Jonathan Kozol is a familiar name within the circles of alternative education. As teacher and author1, Kozol has experienced many facets of the public school system and has had a great deal of personal contact with administrators, teachers, parents and students. Recently he has completed a manuscript entitled “Fighting Back”, in which he speaks to the frustrations and feelings of ineffectiveness of many educators and concerned individuals. Kozol offers in his text an entire strategy for change ranging from subversive activities within the classroom to small victories within one’s community. Not surprisingly, Kozol’s faithful publishers, Houghton-Mifflin and Bantam Books, refuse to publish and distribute his handbook.

Kozol is well aware of the problems in American society and its public school system. Solutions require skill in developing political awareness, time-consuming work, patience, and a specific plan based upon small gradual steps. One other requirement in the mechanism towards social change, and the most important, is people. a great number of people with common concerns seeking a common goal. This too is something Kozol has become acquainted with in his years of traveling and meeting people:

It would be deceptive to attempt to build a sense of common cause where none exists. Wherever it does exist, however—but where people who have most to gain through recognition of that common cause don’t know that it exists—then it seems that we are in an ideal “breakthrough situation.”

Organization of these people is also a key factor in working toward social change:

Clearly, then, with something more than accidental preparation parents, kids and teachers can develop sweeping and long-lasting power to transform their schools.

Following is a summary of 20 tactics that Kozol includes in his manuscript. These can be used in the classroom setting and many can be adapted for science classes.

1. Expose the purpose of the schools by quoting a) famous educators such as Horace Mann. For example:

… in regards to those who possess the largest shares … of worldly goods, could there, in your opinion, be any police so vigilant and effective, for protection of all the rights of person, property and character, as such a … system of common schools could be made to impart … Would not the payment of a sufficient tax to make such training universal, be the cheapest means of self-protection and insurance?

b) certain Boards of Education such as Arizona: “It is not the job of the schools to create a new social order … ” The job is to “augment a child’s love of country, ideals of the home … ”

c) school regulations for curriculum content to point out that “schools exist to serve the flag they fly”.

2. Speak out in the first person; let students realize that teachers have feelings and emotions. Include in this process discussion of personal experiences that differ from curriculum textbooks.

3. Expose the myth of history and the story of “progress”. Teach an alternative history—that of the ordinary man and woman—generally a buried viewpoint. Example: Thoreau.2

4. Make students realize it is okay to say no.

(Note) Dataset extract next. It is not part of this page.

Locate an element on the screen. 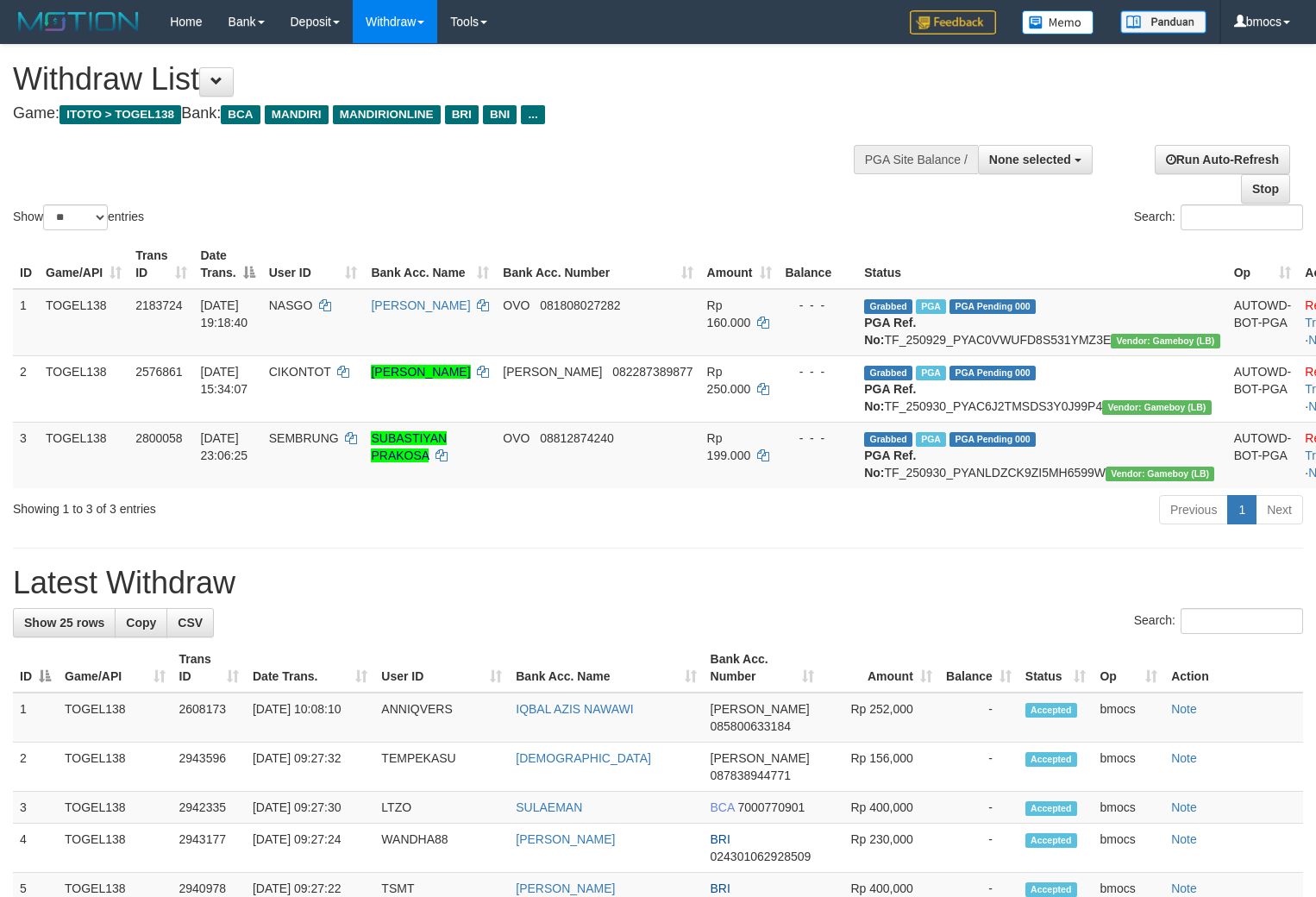  label: Show entries is located at coordinates (79, 218).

Teach them to question the contents and habits of classes, schools, and societies that demand unquestioned obedience. A teacher’s own political involvement can set the best example.

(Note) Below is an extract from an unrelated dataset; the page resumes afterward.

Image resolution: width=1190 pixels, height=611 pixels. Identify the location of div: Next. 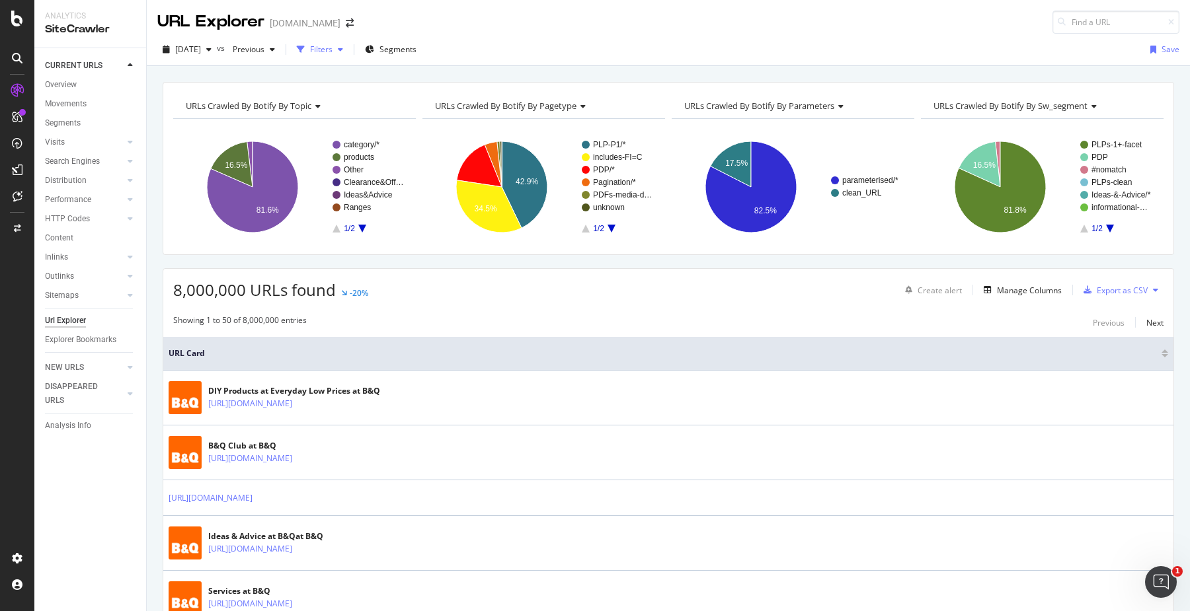
(1155, 323).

5. Break the myth of the infallible authority figure. Show that someone like a teacher can be wrong by inviting another teacher(s) with whom you disagree into the classroom and debate an issue in front of the class.

6. Introduce alternative materials, including radical books (SftP materials), films, music, etc.

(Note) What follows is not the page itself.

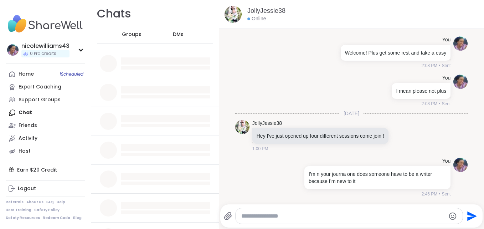 Image resolution: width=484 pixels, height=229 pixels. What do you see at coordinates (27, 188) in the screenshot?
I see `div: Logout` at bounding box center [27, 188].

7. Quote extreme views of the radical patriots and radical scientists that you learn about from the alternative materials.

8. Include more women’s history: e.g., Emma Goldman, Helen Keller, Dorothy Day. (See the article by Margaret Alic in this issue of SftP for more information).

9. Open school records to students, let them see what’s been said about them.

10. Expose the carefully planned learning and “discovering” that students undergo by giving them the Teacher’s Guide to various curricula.

11. Write a textbook with the students. Demonstrate that we are part of history and anyone can create it. Examine textbook formats and viewpoints.

12. Involve students in real struggles within the community and in the investigation of the underlying politics. For example, help at a daycare center, recycle discarded bottles, or work with a tenants’ council.

13. Confront painful contradictions: face up to and deal with those of us who are well off and those of us who aren’t, those who exploit and those who are exploited.

14. Resist the Pledge of Allegiance. Compare what it says with what really exists. Document your resistance, write a new pledge.

15. Teach about repression and U.S. imperialism in what textbooks call the “Free World”, Latin America, etc.3

16. Become involved with struggles within your community. Seek small but visible victories. Picket a racist organization or a company that is polluting the environment: organize a mass mailing to a government representative concerning a local issue.

17. Build coalitions with parents, students and teachers: share school records, honesty and friendship: unionize: form teacher centers.

18. Teach hardcore basic skills.

19. Take issues to court, such as refusing to say the Pledge of Allegiance. Use the press and TV.

20. Don’t fear taking initiative and following through

>> Back to Vol. 11, No. 6<<

Notes

  1. Kozol has written three books that we’ve found especially valuable: Death at an Early Age (Bantam Books, NY 1968), The Night is Dark and I Am Far From Home (Houghton-Mifflin, Boston, 1975), and Children of the Revolution (Delacorte Press, NY, 1978).
  2. An Underhanded History of the USA. by Nick Thorkelson and Jim O’Brien, available from New England Free Press, 60 Union Sq., Somerville MA 02143. $2.00.The History Book, Pal Rydberg and Gittan Jonsson et al, 1974. Available from Midnight Special, 13351, West Washington Blvd., Venice, CA 90291.$5.95.
  3. The Washington Connection and Third World Fascism (The Political Economy of Human Rights, Vol. 1), by Noam Chomsky and Edward S. Herman. South End Press, Box 68, Astor Station, Boston, MA 02123. $5.50.